© 2026 University of Missouri - KBIA
Play Live Radio
Next Up:
0:00
0:00
0:00 0:00
Available On Air Stations

Search results for

  • Justin Dearborn, Tribune Publishing's chairman and CEO, and Ross Levinsohn, CEO of the company's interactive division, are leaving after a series of controversies and a failure to sell the company.
  • Who's going to die in Shark Night 3D? We have a very scientific approach to figuring that out. Well, not "scientific." Perhaps "haphazard" is a better way to describe it.
  • Scientists have found the gene that drives a virus to kill gypsy moth caterpillars in a particularly gruesome way. The virus forces the caterpillars up to the tops of trees, where they melt and rain down virus onto the leaves below.
  • The Newsweek editor looks at how women helped bring about peace in Liberia; how they're changing the state of marriage throughout Asia; and the rise of Christine Lagarde to the top of that notoriously male-dominated institution, the International Monetary Fund.

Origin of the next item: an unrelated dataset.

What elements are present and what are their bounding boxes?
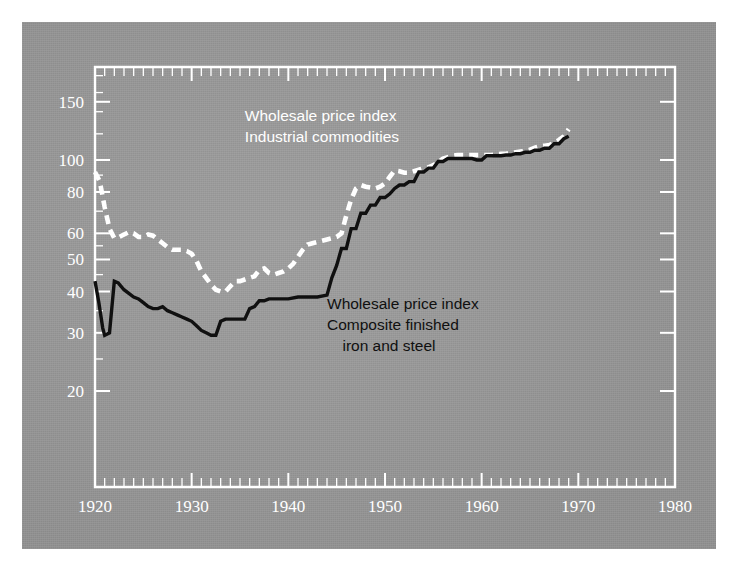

  • With unemployment at 9.1 percent and the economy as the top issue of the 2012 presidential race, the president faces a tough fight for re-election. Still, he might find some encouragement in the history books. Host Audie Cornish chats with presidential historian Michael Beschloss about Obama's odds for re-election.
  • New jobs numbers came out Friday, reporting employers added more than 100,000 workers to their payrolls. That's better than many forecasters were expecting, but not good enough for the 14 million Americans who are still out of work. NPR's Scott Horsley reports on what the numbers tell us about the economy and what they mean for President Obama.

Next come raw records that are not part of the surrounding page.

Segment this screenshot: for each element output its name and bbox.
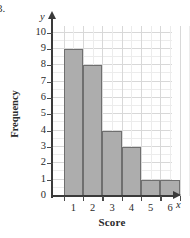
x-tick-label-2: 2 <box>85 202 101 213</box>
bar-5 <box>141 180 160 196</box>
y-tick-label-4: 4 <box>16 124 46 135</box>
y-axis-line <box>51 18 53 198</box>
y-tick-label-0: 0 <box>16 189 46 200</box>
y-tick-2 <box>47 163 53 164</box>
y-tick-label-3: 3 <box>16 140 46 151</box>
y-tick-8 <box>47 65 53 66</box>
y-tick-label-10: 10 <box>16 26 46 37</box>
y-tick-4 <box>47 131 53 132</box>
y-tick-label-9: 9 <box>16 42 46 53</box>
y-axis-arrow-icon <box>48 11 56 19</box>
y-tick-label-8: 8 <box>16 58 46 69</box>
bar-2 <box>83 65 102 196</box>
x-tick-label-5: 5 <box>143 202 159 213</box>
bar-4 <box>122 147 141 196</box>
bar-3 <box>102 131 121 196</box>
x-axis-title: Score <box>52 216 172 228</box>
x-tick-edge-4 <box>141 196 142 201</box>
x-tick-edge-3 <box>122 196 123 201</box>
x-axis-line <box>52 195 174 197</box>
x-tick-edge-1 <box>83 196 84 201</box>
bar-1 <box>64 49 83 196</box>
x-tick-label-4: 4 <box>123 202 139 213</box>
x-tick-edge-0 <box>64 196 65 201</box>
y-tick-label-6: 6 <box>16 91 46 102</box>
y-tick-3 <box>47 147 53 148</box>
x-tick-edge-5 <box>160 196 161 201</box>
y-tick-5 <box>47 114 53 115</box>
plot-area <box>52 26 172 196</box>
y-tick-label-2: 2 <box>16 156 46 167</box>
y-tick-label-7: 7 <box>16 75 46 86</box>
gridline-vertical-minor <box>189 26 190 196</box>
y-tick-9 <box>47 49 53 50</box>
x-tick-label-3: 3 <box>104 202 120 213</box>
y-tick-7 <box>47 82 53 83</box>
bars-layer <box>52 26 172 196</box>
y-tick-1 <box>47 180 53 181</box>
y-axis-variable-label: y <box>40 11 45 22</box>
y-tick-10 <box>47 33 53 34</box>
x-tick-edge-2 <box>102 196 103 201</box>
y-tick-6 <box>47 98 53 99</box>
x-tick-label-6: 6 <box>162 202 178 213</box>
problem-number-label: 3. <box>0 2 5 14</box>
x-tick-edge-6 <box>180 196 181 201</box>
x-tick-label-1: 1 <box>65 202 81 213</box>
y-tick-label-5: 5 <box>16 107 46 118</box>
gridline-vertical <box>180 26 181 196</box>
y-tick-label-1: 1 <box>16 173 46 184</box>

  • The former CEO of Godfather's Pizza has risen to the top of the pack in the GOP presidential race. Herman Cain says the substance of his ideas — including his 9-9-9 tax plan — is propelling his surge. But analysts say he doesn't have the field organization that a winning candidate typically has.
  • The embryos would not be used for reproduction, but rather for the creation of embryonic stem cells. Many scientists believe that human embryonic stem cells made this way could revolutionize medicine.
  • The biggest thing on broadcast TV this fall is the NFL. It's beating the shiny new network shows and, get this, 13 of the top 15 broadcasts this fall were NFL games — the other two were Two and a Half Men. The NFL is killing on cable, too. AMC's The Walking Dead shattered records for a cable drama this year, with had an audience of more than 7 million viewers for its premiere. But another cable series that nearly doubles that number week in and week out is ESPN's Monday Night Football, averaging nearly 14 million viewers per game. It's not news that the NFL rocks the other sports in TV ratings, but for the past few years its ratings dominance has spread to all of TV. So why the rise? Are more women watching? Is it because it looks good in HD? Maybe it's because sports are made to be watched live?
  • Big changes in 2011 — from the Arab Spring to the death of North Korea's dictator — create opportunities for 2012. But change can be scary, even when the regimes to be replaced are unpopular or repressive, because there's never a guarantee the new regime will be better.